Wednesday, December 24, 2008

THE PALIN PROMOTION MACHINE NEVER RESTS

Apropos of apparently nothing, Paul Bedard, the "Washington Whispers" blogger for U.S. News, put up a post yesterday called "Did McCain Botch the Sarah Palin Pick?" No, it's not another recounting of Palin's most embarrassing moments on the trail -- it's more or less the opposite. A couple of anonymous sources have, er, whispered to Bedard that McCain screwed up by overlooking all the good Palin could have done for McCain, if her genius hadn't gone unrecognized:

...Now I'm hearing from key Republicans on Capitol Hill and GOP pollsters who believe that the McCain campaign should have put her out to talk about energy and political independence -- her two best issues -- instead of making her the conservative attack dog.

Said one pollster: "The McCain campaign took this person and completely botched her assets." What's more, the pollster said that in Palin, the McCain campaign had an expert on one of the key issues that was on the minds of Americans: energy prices. "They should have used her knowledge and focus on her expertise." And the pollster said on background that the campaign should have played up her reputation as a political maverick.

Instead, the campaign "took her and turned her into an attack dog and she wasn't good at it." And it hurt her national image, with one internal GOP poll putting her positive to negative image at 48 percent to 48 percent....


Why did these people decide to "whisper" this now? Who is orchestrating this stuff?

I don't know, but I feel we're going to get a totally gratuitous pro-Palin media leak every few days until she declares for president a couple of years from now. There's a Palin machine out there, and it's revved up.

Oh, and by the way, the anonymous pollster says the McCain campaign "should have played up her reputation as a political maverick"? Didn't McCain say she was a maverick several thousand times? Wasn't he forever telling us about the refreshing maverickitude of her gubernatorial record? Wasn't that the central message of the campaign's advertising at one point? Could he have possibly made that point more often?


Your goal —
Skipping all pictures, please restate word for word the lines from the one that contains "Decompose this screenshot" through the last line of the entries.

Given entries —
>>>
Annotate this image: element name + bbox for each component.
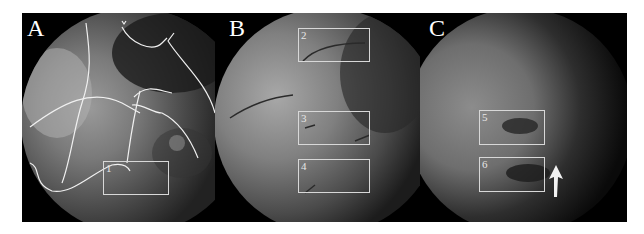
inset-box-4: 4	[298, 159, 370, 193]
panel-label-a: A	[27, 13, 44, 43]
inset-box-1: 1	[103, 161, 169, 195]
figure-strip: A 1	[22, 13, 627, 222]
inset-box-5: 5	[479, 110, 545, 145]
panel-a: A 1	[22, 13, 215, 222]
inset-number-6: 6	[482, 158, 488, 171]
arrow-icon	[548, 163, 564, 199]
inset-number-1: 1	[106, 162, 112, 175]
inset-number-2: 2	[301, 29, 307, 42]
inset-number-4: 4	[301, 160, 307, 173]
panel-b: B 2 3 4	[215, 13, 420, 222]
panel-label-b: B	[229, 13, 245, 43]
inset-number-3: 3	[301, 112, 307, 125]
inset-box-3: 3	[298, 111, 370, 145]
panel-label-c: C	[429, 13, 445, 43]
inset-box-6: 6	[479, 157, 545, 192]
panel-c: C 5 6	[420, 13, 627, 222]
inset-number-5: 5	[482, 111, 488, 124]
inset-box-2: 2	[298, 28, 370, 62]
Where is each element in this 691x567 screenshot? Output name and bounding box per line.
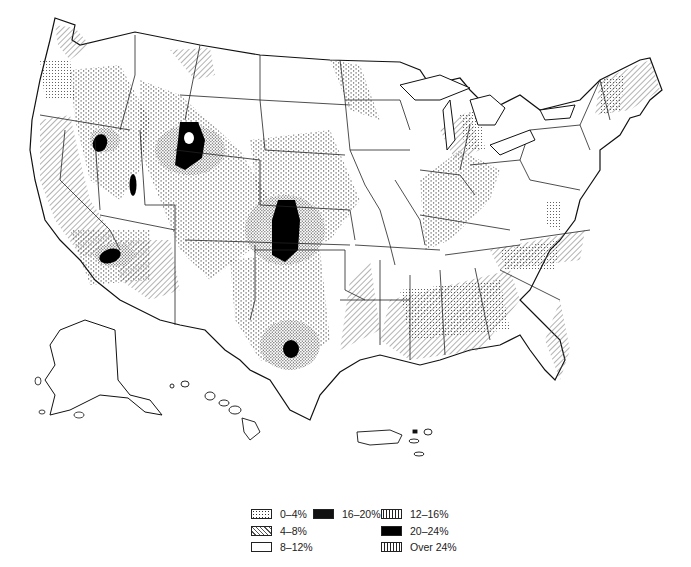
alaska — [35, 320, 162, 418]
hawaii — [170, 381, 260, 440]
white-hole — [184, 132, 194, 144]
us-thematic-map — [0, 0, 691, 567]
puerto-rico — [357, 429, 432, 456]
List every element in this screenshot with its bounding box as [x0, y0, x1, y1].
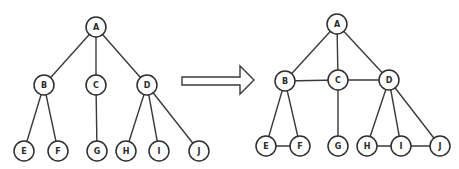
- right-node-j: J: [430, 136, 450, 156]
- left-node-g-label: G: [94, 147, 101, 156]
- left-node-b-label: B: [41, 81, 47, 90]
- right-node-i-label: I: [400, 142, 403, 151]
- right-edge-a-b: [285, 24, 337, 81]
- left-node-i: I: [149, 141, 169, 161]
- left-node-c-label: C: [93, 81, 99, 90]
- right-node-h-label: H: [364, 142, 371, 151]
- left-node-h-label: H: [123, 147, 130, 156]
- right-augmented-graph: ABCDEFGHIJ: [256, 14, 450, 156]
- right-node-h: H: [357, 136, 377, 156]
- left-edge-a-b: [44, 27, 96, 85]
- right-node-f: F: [290, 136, 310, 156]
- transform-arrow-icon: [182, 66, 254, 94]
- right-edge-a-d: [337, 24, 389, 80]
- left-node-a: A: [86, 17, 106, 37]
- right-edge-d-j: [389, 80, 440, 146]
- right-node-d-label: D: [386, 76, 393, 85]
- left-node-d: D: [137, 75, 157, 95]
- left-edge-d-j: [147, 85, 199, 151]
- right-node-g: G: [328, 136, 348, 156]
- right-node-e-label: E: [263, 142, 268, 151]
- left-edge-a-d: [96, 27, 147, 85]
- right-node-c: C: [328, 70, 348, 90]
- right-node-i: I: [391, 136, 411, 156]
- right-node-f-label: F: [297, 142, 302, 151]
- right-node-b: B: [275, 71, 295, 91]
- left-node-d-label: D: [144, 81, 151, 90]
- right-node-a: A: [327, 14, 347, 34]
- left-node-j-label: J: [197, 147, 201, 156]
- left-node-i-label: I: [158, 147, 161, 156]
- right-node-e: E: [256, 136, 276, 156]
- left-node-f-label: F: [55, 147, 60, 156]
- right-node-b-label: B: [282, 77, 288, 86]
- right-node-g-label: G: [335, 142, 342, 151]
- left-node-j: J: [189, 141, 209, 161]
- left-node-b: B: [34, 75, 54, 95]
- left-node-h: H: [116, 141, 136, 161]
- left-node-a-label: A: [93, 23, 100, 32]
- left-node-f: F: [48, 141, 68, 161]
- right-node-c-label: C: [335, 76, 341, 85]
- left-node-g: G: [87, 141, 107, 161]
- left-node-c: C: [86, 75, 106, 95]
- left-tree-graph: ABCDEFGHIJ: [14, 17, 209, 161]
- diagram-canvas: ABCDEFGHIJ ABCDEFGHIJ: [0, 0, 459, 169]
- left-node-e-label: E: [21, 147, 26, 156]
- right-node-j-label: J: [438, 142, 442, 151]
- right-node-d: D: [379, 70, 399, 90]
- right-node-a-label: A: [334, 20, 341, 29]
- left-node-e: E: [14, 141, 34, 161]
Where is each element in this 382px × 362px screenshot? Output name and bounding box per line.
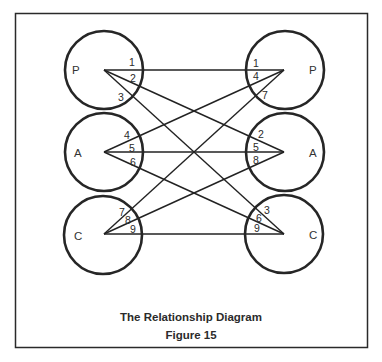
- right-number-7: 7: [262, 89, 268, 101]
- left-number-1: 1: [129, 56, 135, 68]
- right-number-1: 1: [253, 57, 259, 69]
- right-number-4: 4: [253, 70, 259, 82]
- left-number-6: 6: [130, 156, 136, 168]
- left-number-4: 4: [124, 129, 130, 141]
- right-node-P: P 1 4 7: [246, 31, 324, 109]
- left-node-label-C: C: [74, 230, 82, 242]
- left-number-9: 9: [130, 223, 136, 235]
- right-node-label-C: C: [309, 229, 317, 241]
- left-node-C: C 7 8 9: [64, 196, 142, 274]
- right-number-5: 5: [253, 141, 259, 153]
- figure-number: Figure 15: [0, 329, 382, 341]
- right-number-3: 3: [264, 204, 270, 216]
- relationship-diagram: P 1 2 3 A 4 5 6 C 7 8 9 P 1 4 7 A 2 5 8 …: [0, 0, 382, 362]
- right-number-8: 8: [253, 154, 259, 166]
- right-number-9: 9: [254, 222, 260, 234]
- diagram-title: The Relationship Diagram: [0, 311, 382, 323]
- left-number-5: 5: [129, 142, 135, 154]
- left-node-label-A: A: [74, 147, 82, 159]
- left-number-3: 3: [118, 91, 124, 103]
- right-number-2: 2: [258, 128, 264, 140]
- right-node-A: A 2 5 8: [246, 113, 324, 191]
- right-node-label-P: P: [309, 64, 317, 76]
- left-number-2: 2: [130, 72, 136, 84]
- left-node-label-P: P: [72, 64, 80, 76]
- right-node-label-A: A: [309, 147, 317, 159]
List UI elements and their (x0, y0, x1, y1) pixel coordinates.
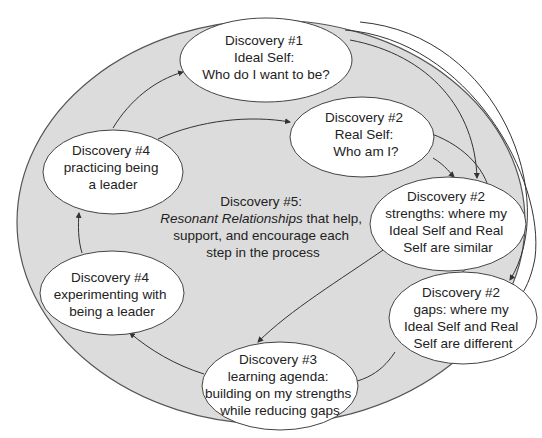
center-line2-rest: that help, (303, 211, 362, 226)
node-label: Discovery #1 (225, 33, 303, 48)
center-italic-term: Resonant Relationships (160, 211, 303, 226)
node-label: experimenting with (54, 287, 167, 302)
node-label: Who am I? (333, 144, 398, 159)
node-label: Discovery #4 (71, 270, 150, 285)
node-label: Discovery #2 (325, 110, 403, 125)
center-line4: step in the process (206, 245, 320, 260)
self-directed-learning-diagram: Discovery #1 Ideal Self: Who do I want t… (0, 0, 542, 438)
node-gaps: Discovery #2 gaps: where my Ideal Self a… (389, 272, 537, 364)
center-line3: support, and encourage each (173, 228, 349, 243)
node-label: gaps: where my (413, 302, 509, 317)
node-label: learning agenda: (228, 369, 329, 384)
node-label: building on my strengths (205, 386, 352, 401)
node-practicing: Discovery #4 practicing being a leader (43, 130, 183, 214)
node-label: practicing being (64, 160, 159, 175)
node-label: Discovery #3 (239, 352, 317, 367)
node-label: Ideal Self and Real (404, 319, 518, 334)
node-label: Discovery #4 (72, 143, 151, 158)
node-label: strengths: where my (385, 206, 507, 221)
center-title: Discovery #5: (220, 194, 302, 209)
node-ideal-self: Discovery #1 Ideal Self: Who do I want t… (180, 18, 352, 102)
node-label: being a leader (69, 304, 155, 319)
node-label: Self are similar (403, 240, 493, 255)
node-label: Discovery #2 (407, 189, 485, 204)
node-experimenting: Discovery #4 experimenting with being a … (40, 251, 184, 335)
node-real-self: Discovery #2 Real Self: Who am I? (290, 97, 434, 177)
node-label: a leader (89, 177, 138, 192)
node-label: Ideal Self: (234, 50, 294, 65)
node-learning-agenda: Discovery #3 learning agenda: building o… (202, 342, 358, 430)
node-label: while reducing gaps (219, 403, 340, 418)
node-strengths: Discovery #2 strengths: where my Ideal S… (370, 177, 526, 271)
node-label: Discovery #2 (422, 285, 500, 300)
node-label: Real Self: (335, 127, 394, 142)
node-label: Ideal Self and Real (389, 223, 503, 238)
node-label: Who do I want to be? (202, 67, 330, 82)
svg-text:Discovery #2 Real Self:: Discovery #2 Real Self: Who am I? (325, 110, 407, 159)
svg-text:Discovery #4 experimenti: Discovery #4 experimenting with being a … (54, 270, 170, 319)
node-label: Self are different (414, 336, 513, 351)
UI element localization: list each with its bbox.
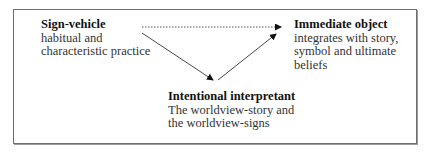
node-desc: The worldview-story and xyxy=(168,104,308,118)
node-title: Immediate object xyxy=(294,18,414,32)
node-desc: the worldview-signs xyxy=(168,117,308,131)
node-immediate-object: Immediate object integrates with story, … xyxy=(294,18,414,72)
node-title: Intentional interpretant xyxy=(168,90,308,104)
node-sign-vehicle: Sign-vehicle habitual and characteristic… xyxy=(41,18,161,59)
node-intentional-interpretant: Intentional interpretant The worldview-s… xyxy=(168,90,308,131)
node-title: Sign-vehicle xyxy=(41,18,161,32)
node-desc: symbol and ultimate xyxy=(294,45,414,59)
node-desc: characteristic practice xyxy=(41,45,161,59)
node-desc: habitual and xyxy=(41,32,161,46)
node-desc: beliefs xyxy=(294,59,414,73)
arrow-interpretant-to-object xyxy=(218,34,276,80)
node-desc: integrates with story, xyxy=(294,32,414,46)
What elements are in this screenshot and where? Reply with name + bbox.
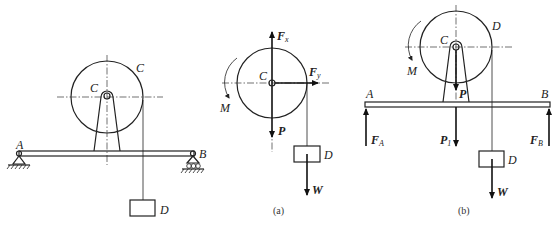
label-moment-m: M	[406, 64, 418, 78]
label-a: A	[365, 87, 374, 101]
label-center-c: C	[440, 33, 449, 47]
label-moment-m: M	[219, 101, 231, 115]
caption-b: (b)	[458, 205, 470, 217]
label-p1: P1	[440, 133, 451, 148]
caption-a: (a)	[273, 205, 284, 217]
label-fy: Fy	[308, 65, 321, 80]
label-fx: Fx	[276, 29, 289, 44]
label-center-c: C	[259, 69, 268, 83]
label-center-c: C	[90, 81, 99, 95]
label-fa: FA	[370, 133, 384, 148]
label-b: B	[199, 147, 207, 161]
label-w: W	[497, 185, 509, 199]
label-b: B	[541, 87, 549, 101]
figure-a: Fx Fy C M P D W (a)	[219, 29, 333, 217]
beam	[365, 102, 550, 107]
label-wheel-c: C	[136, 61, 145, 75]
weight-block-d	[130, 200, 155, 216]
moment-m-arrow	[225, 58, 237, 98]
label-d-rim: D	[491, 19, 501, 33]
label-p: P	[278, 124, 286, 138]
label-d: D	[159, 203, 169, 217]
label-p: P	[459, 87, 467, 101]
label-d-block: D	[507, 153, 517, 167]
main-figure: C C A B D	[7, 55, 207, 217]
label-d: D	[323, 148, 333, 162]
label-fb: FB	[529, 133, 543, 148]
figure-b: D C M P A B FA FB P1 D W (b)	[365, 5, 550, 217]
label-w: W	[312, 183, 324, 197]
label-a: A	[15, 138, 24, 152]
beam	[19, 151, 194, 156]
moment-m-arrow	[408, 21, 421, 60]
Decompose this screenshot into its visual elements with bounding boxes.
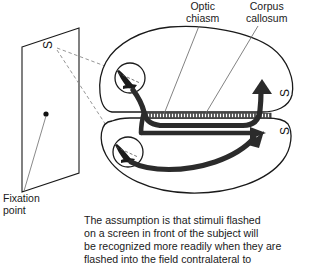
label-optic-chiasm: Optic chiasm xyxy=(186,1,219,24)
stimulus-letter-lower-hemisphere: S xyxy=(278,127,292,135)
stimulus-letter-upper-hemisphere: S xyxy=(278,89,292,97)
upper-eye xyxy=(115,63,145,93)
stimulus-letter-screen: S xyxy=(41,41,55,49)
fixation-dot xyxy=(43,111,48,116)
figure-caption: The assumption is that stimuli flashed o… xyxy=(84,214,311,266)
label-fixation-point: Fixation point xyxy=(3,193,40,216)
label-corpus-callosum: Corpus callosum xyxy=(246,1,287,24)
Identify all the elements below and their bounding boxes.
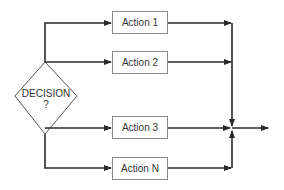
- decision-question-mark: ?: [15, 99, 77, 110]
- action-box-2: Action 2: [112, 51, 168, 74]
- decision-text: DECISION: [15, 88, 77, 99]
- decision-label: DECISION ?: [15, 88, 77, 110]
- action-box-3: Action 3: [112, 116, 168, 139]
- action-label: Action N: [121, 163, 159, 174]
- branch-line-bottom: [45, 134, 111, 168]
- action-label: Action 1: [122, 17, 158, 28]
- action-label: Action 3: [122, 122, 158, 133]
- branch-line-top: [45, 23, 111, 62]
- action-box-n: Action N: [112, 157, 168, 180]
- action-box-1: Action 1: [112, 11, 168, 34]
- action-label: Action 2: [122, 57, 158, 68]
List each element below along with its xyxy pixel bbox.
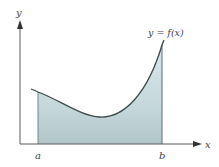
x-axis-arrow-icon bbox=[193, 141, 202, 147]
x-axis-label: x bbox=[205, 139, 211, 150]
lower-bound-label: a bbox=[35, 150, 41, 161]
shaded-area bbox=[38, 45, 162, 144]
upper-bound-label: b bbox=[159, 150, 165, 161]
curve-label: y = f(x) bbox=[147, 27, 184, 38]
y-axis-label: y bbox=[15, 7, 22, 18]
y-axis-arrow-icon bbox=[17, 20, 23, 29]
area-under-curve-diagram: y x y = f(x) a b bbox=[0, 0, 219, 167]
<<<
Written solution —
Decompose this screenshot into its visual elements with bounding boxes.
label-optic-chiasm: Optic chiasm xyxy=(186,1,219,24)
stimulus-letter-lower-hemisphere: S xyxy=(278,127,292,135)
stimulus-letter-upper-hemisphere: S xyxy=(278,89,292,97)
upper-eye xyxy=(115,63,145,93)
stimulus-letter-screen: S xyxy=(41,41,55,49)
fixation-dot xyxy=(43,111,48,116)
figure-caption: The assumption is that stimuli flashed o… xyxy=(84,214,311,266)
label-fixation-point: Fixation point xyxy=(3,193,40,216)
label-corpus-callosum: Corpus callosum xyxy=(246,1,287,24)
Identify all the elements below and their bounding boxes.
- decision-question-mark: ?: [15, 99, 77, 110]
- action-box-2: Action 2: [112, 51, 168, 74]
- decision-text: DECISION: [15, 88, 77, 99]
- decision-label: DECISION ?: [15, 88, 77, 110]
- action-box-3: Action 3: [112, 116, 168, 139]
- action-label: Action N: [121, 163, 159, 174]
- branch-line-bottom: [45, 134, 111, 168]
- action-label: Action 1: [122, 17, 158, 28]
- action-label: Action 3: [122, 122, 158, 133]
- branch-line-top: [45, 23, 111, 62]
- action-box-n: Action N: [112, 157, 168, 180]
- action-box-1: Action 1: [112, 11, 168, 34]
- action-label: Action 2: [122, 57, 158, 68]
List each element below along with its xyxy pixel bbox.
x-axis-arrow-icon bbox=[193, 141, 202, 147]
x-axis-label: x bbox=[205, 139, 211, 150]
lower-bound-label: a bbox=[35, 150, 41, 161]
shaded-area bbox=[38, 45, 162, 144]
upper-bound-label: b bbox=[159, 150, 165, 161]
curve-label: y = f(x) bbox=[147, 27, 184, 38]
y-axis-label: y bbox=[15, 7, 22, 18]
y-axis-arrow-icon bbox=[17, 20, 23, 29]
area-under-curve-diagram: y x y = f(x) a b bbox=[0, 0, 219, 167]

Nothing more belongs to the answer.